Pandemic Eyeworks:
Experimental Animation Under Lockdown
The Eyeworks Festival of Experimental Animation, founded as a curatorial project in 2010 by artists Lilli Carré and Alexander Stewart, showcases abstract animation and unconventional character animation. As part of the ongoing partnership between Eyeworks and Pioneer Works, the festival has put together a special pandemic-themed program for Pioneer Works Broadcast, with three screenings scheduled on August 13, August 14, and August 16. Pandemic Eyeworks includes a selection of historical and contemporary works that address feelings, situations, and circumstances that have risen from the COVID-19 pandemic. The films touch on possibilities of contamination; fear of sickness; and the realities of boredom, loss, hope, and isolation. It starts with bats and ends with viral abstraction.
Festival Program
Total Running Time: 72 Minutes
Jim Trainor, The Bats, 1998. 8 minutes.
Naoyuki Tsuji, Looking at a Cloud, 2005. 5 minutes and 16 seconds.

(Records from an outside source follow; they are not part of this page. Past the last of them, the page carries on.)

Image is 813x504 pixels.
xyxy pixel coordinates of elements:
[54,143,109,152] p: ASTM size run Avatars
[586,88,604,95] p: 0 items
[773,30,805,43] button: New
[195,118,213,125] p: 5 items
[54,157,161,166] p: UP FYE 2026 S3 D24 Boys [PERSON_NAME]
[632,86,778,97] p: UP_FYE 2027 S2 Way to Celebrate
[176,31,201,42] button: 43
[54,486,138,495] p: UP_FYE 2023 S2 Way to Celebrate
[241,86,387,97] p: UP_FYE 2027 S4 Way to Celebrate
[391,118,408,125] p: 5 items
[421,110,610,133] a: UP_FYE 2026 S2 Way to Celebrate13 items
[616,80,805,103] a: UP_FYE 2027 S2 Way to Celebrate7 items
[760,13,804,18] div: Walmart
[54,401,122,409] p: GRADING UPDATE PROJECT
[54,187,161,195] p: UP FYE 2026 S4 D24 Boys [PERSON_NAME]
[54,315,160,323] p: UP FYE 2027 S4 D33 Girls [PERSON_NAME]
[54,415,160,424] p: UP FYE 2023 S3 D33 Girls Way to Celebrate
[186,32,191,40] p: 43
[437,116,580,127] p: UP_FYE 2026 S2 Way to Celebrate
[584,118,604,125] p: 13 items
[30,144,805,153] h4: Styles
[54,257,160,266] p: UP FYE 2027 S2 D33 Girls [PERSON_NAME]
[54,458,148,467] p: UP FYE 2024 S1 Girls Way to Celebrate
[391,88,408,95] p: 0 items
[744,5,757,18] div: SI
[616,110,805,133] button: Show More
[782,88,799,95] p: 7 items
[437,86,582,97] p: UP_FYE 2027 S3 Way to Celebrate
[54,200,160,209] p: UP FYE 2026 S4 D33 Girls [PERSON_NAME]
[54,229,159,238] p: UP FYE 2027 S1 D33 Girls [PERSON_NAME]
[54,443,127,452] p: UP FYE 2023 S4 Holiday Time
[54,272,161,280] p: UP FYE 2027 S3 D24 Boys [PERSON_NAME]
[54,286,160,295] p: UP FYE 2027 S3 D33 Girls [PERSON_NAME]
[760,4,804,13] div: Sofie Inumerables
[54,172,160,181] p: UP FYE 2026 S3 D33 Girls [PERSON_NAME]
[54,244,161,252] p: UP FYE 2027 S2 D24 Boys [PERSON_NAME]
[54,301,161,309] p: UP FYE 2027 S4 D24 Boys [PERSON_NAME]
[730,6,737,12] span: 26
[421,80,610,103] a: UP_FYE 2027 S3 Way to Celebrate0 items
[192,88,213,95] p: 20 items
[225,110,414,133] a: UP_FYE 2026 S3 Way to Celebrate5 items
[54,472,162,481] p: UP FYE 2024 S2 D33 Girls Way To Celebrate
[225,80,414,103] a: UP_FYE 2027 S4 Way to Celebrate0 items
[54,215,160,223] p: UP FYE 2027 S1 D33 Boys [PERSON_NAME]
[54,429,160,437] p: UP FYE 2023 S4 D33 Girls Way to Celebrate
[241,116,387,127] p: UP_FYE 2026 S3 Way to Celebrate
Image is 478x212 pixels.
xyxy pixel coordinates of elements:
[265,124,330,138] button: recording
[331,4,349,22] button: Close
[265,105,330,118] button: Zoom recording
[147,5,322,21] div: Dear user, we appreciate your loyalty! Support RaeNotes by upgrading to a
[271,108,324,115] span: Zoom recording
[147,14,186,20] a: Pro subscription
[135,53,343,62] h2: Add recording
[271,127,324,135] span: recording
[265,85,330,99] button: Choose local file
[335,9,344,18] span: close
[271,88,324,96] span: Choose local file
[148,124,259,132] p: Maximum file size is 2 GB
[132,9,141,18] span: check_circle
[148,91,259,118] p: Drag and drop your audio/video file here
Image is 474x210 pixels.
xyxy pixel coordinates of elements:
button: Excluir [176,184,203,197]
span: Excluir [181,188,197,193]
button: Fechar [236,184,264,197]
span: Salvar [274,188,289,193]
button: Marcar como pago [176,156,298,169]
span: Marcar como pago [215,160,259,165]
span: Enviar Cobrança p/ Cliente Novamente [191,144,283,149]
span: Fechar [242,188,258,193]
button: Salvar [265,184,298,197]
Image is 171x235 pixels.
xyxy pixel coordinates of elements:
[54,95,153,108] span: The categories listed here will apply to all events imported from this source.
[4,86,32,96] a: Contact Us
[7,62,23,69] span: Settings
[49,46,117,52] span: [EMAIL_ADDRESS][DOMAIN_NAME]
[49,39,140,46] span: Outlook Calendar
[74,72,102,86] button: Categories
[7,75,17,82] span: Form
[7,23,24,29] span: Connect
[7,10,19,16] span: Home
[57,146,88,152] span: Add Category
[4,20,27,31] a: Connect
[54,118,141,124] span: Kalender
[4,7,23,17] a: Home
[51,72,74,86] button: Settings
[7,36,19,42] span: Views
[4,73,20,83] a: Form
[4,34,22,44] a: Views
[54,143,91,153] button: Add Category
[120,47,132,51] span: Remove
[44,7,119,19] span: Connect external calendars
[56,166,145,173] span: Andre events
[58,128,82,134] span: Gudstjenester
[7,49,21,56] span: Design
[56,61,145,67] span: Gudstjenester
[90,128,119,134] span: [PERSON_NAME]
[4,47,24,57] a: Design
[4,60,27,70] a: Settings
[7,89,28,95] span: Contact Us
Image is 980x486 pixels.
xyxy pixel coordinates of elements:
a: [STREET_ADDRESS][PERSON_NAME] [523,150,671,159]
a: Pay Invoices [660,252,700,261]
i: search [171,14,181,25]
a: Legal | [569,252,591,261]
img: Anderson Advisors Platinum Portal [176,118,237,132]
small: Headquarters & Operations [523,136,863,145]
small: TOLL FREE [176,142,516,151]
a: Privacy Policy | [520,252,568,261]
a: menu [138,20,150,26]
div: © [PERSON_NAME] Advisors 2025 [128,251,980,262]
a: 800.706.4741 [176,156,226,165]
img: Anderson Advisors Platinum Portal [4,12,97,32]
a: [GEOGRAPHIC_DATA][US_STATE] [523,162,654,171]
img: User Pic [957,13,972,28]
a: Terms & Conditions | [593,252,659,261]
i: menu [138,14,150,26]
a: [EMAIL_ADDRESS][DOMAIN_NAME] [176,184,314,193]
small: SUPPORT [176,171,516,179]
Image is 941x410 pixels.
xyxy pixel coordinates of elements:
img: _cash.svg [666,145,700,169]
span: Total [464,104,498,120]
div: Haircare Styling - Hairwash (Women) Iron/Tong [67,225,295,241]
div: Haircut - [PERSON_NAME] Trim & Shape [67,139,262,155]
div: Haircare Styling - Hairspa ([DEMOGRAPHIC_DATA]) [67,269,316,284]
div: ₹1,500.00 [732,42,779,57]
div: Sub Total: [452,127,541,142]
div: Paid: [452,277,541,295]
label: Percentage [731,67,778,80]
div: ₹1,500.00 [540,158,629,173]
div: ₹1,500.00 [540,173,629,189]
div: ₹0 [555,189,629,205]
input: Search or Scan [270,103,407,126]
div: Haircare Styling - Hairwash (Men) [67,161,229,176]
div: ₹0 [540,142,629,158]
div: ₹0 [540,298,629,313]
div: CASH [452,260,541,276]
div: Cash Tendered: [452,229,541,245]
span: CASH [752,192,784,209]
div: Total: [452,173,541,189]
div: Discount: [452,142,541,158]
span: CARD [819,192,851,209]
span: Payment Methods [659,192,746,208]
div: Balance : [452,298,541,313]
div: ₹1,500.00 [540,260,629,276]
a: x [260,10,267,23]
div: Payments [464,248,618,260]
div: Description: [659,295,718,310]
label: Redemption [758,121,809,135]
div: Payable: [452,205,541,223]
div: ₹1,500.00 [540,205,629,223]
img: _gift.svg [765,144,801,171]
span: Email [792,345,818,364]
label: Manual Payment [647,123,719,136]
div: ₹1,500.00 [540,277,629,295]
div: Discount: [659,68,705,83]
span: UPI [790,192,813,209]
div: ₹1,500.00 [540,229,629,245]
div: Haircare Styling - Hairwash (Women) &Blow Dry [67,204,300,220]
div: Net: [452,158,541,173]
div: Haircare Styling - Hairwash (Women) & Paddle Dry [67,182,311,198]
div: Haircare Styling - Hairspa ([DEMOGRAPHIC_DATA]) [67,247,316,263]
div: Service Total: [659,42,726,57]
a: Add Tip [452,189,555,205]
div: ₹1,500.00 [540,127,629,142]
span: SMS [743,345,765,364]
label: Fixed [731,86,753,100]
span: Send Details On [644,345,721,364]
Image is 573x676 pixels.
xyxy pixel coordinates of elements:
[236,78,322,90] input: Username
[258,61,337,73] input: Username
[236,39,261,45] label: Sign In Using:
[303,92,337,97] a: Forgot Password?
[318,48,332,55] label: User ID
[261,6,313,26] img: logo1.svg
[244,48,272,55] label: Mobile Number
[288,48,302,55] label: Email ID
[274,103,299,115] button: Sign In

Len Lye, Tusalava, 1929. 9 minutes.
Adebukola Bodunrin, Gather + Listen, 2014. 4 minutes and 39 seconds.
Yoriko Mizushiri, Maku, 2014. 5 minutes and 30 seconds.
Sebastian Buerkner, Purple Grey, 2006. 7 minutes and 46 seconds.
Leslie Thornton, Strange Space, 1993. 3 minutes and 45 seconds.
Janie Geiser, The Fourth Watch, 2000. 9 minutes and 45 seconds.
Joshua Mosley, Jeu de Paume, 2014. 2 minutes and 52 seconds.
Eri Kawaguchi, Wild Wild Ham, 2013. 4 minutes and 45 seconds.
Masha Krasnova-Shabaeva, The Classroom, 2012. 3 minutes.
Nicole Hewitt, In/dividu, 1999. 8 minutes.
Caleb Wood, Mobile, 2012. 2 minutes and 6 minutes.